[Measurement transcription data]
========================================================================
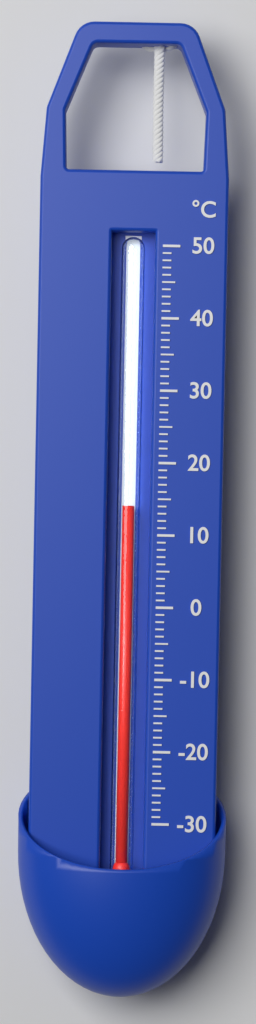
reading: 14 °C
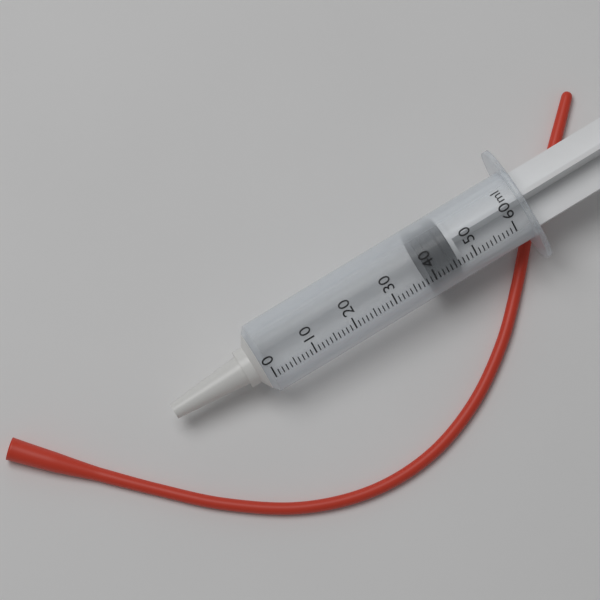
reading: 39 ml
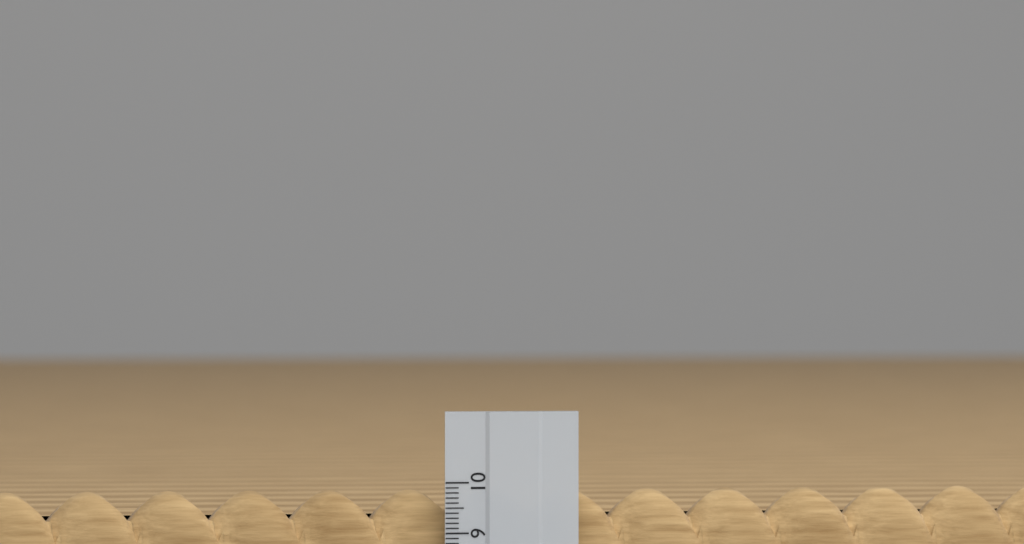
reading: 9.8 cm
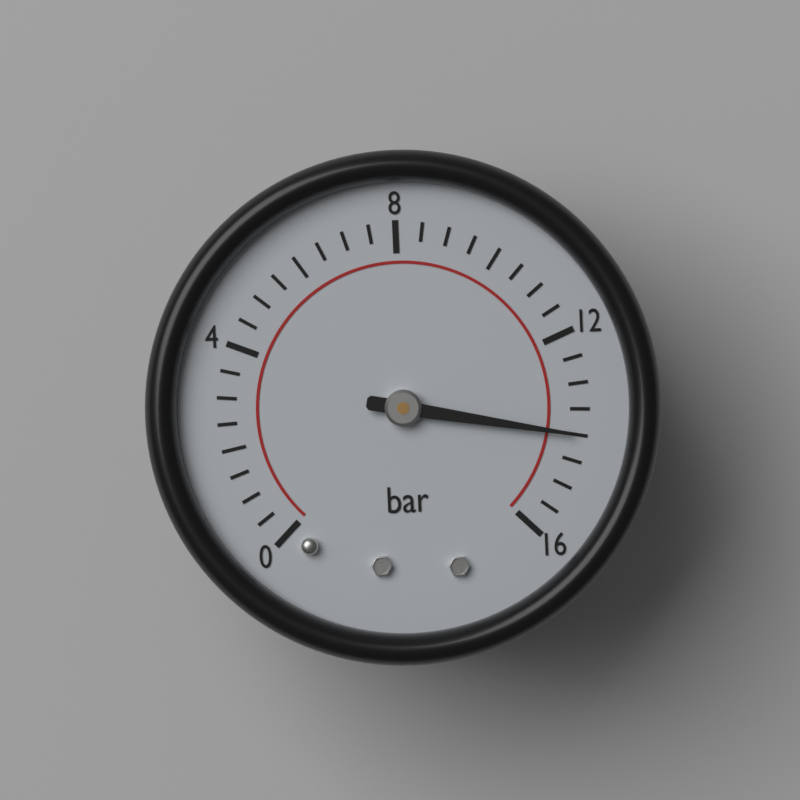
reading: 14.0 bar
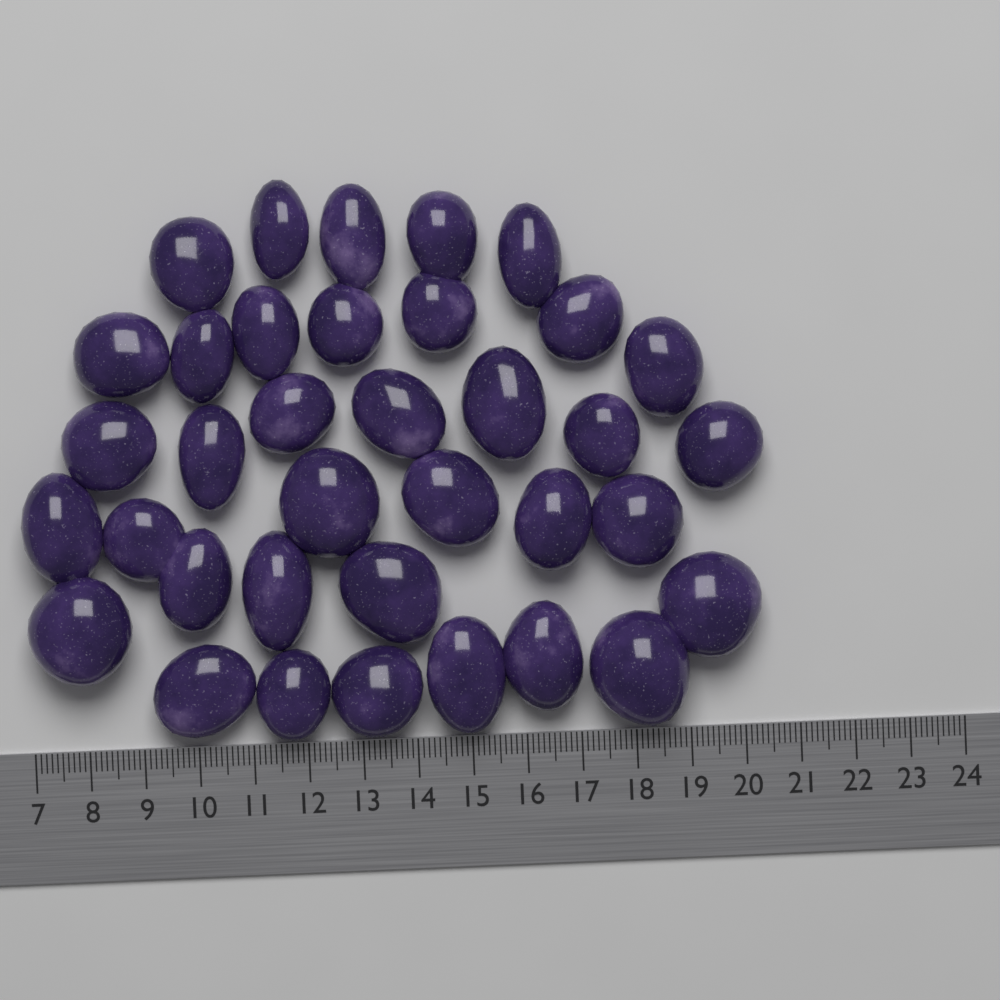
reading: 20.5 (no unit)
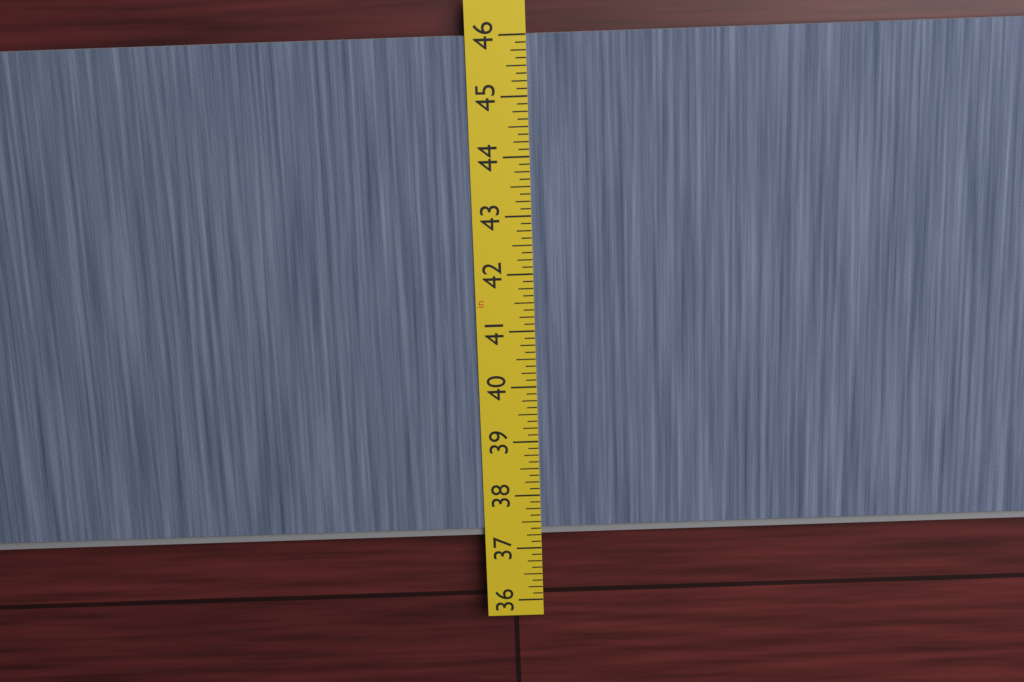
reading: 37.250 in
========================================================================
• _Assignment_
Please print all the lines above exactly as given and leave out every picture.

• _Reply_
reading: 14 °C
reading: 39 ml
reading: 9.8 cm
reading: 14.0 bar
reading: 20.5 (no unit)
reading: 37.250 in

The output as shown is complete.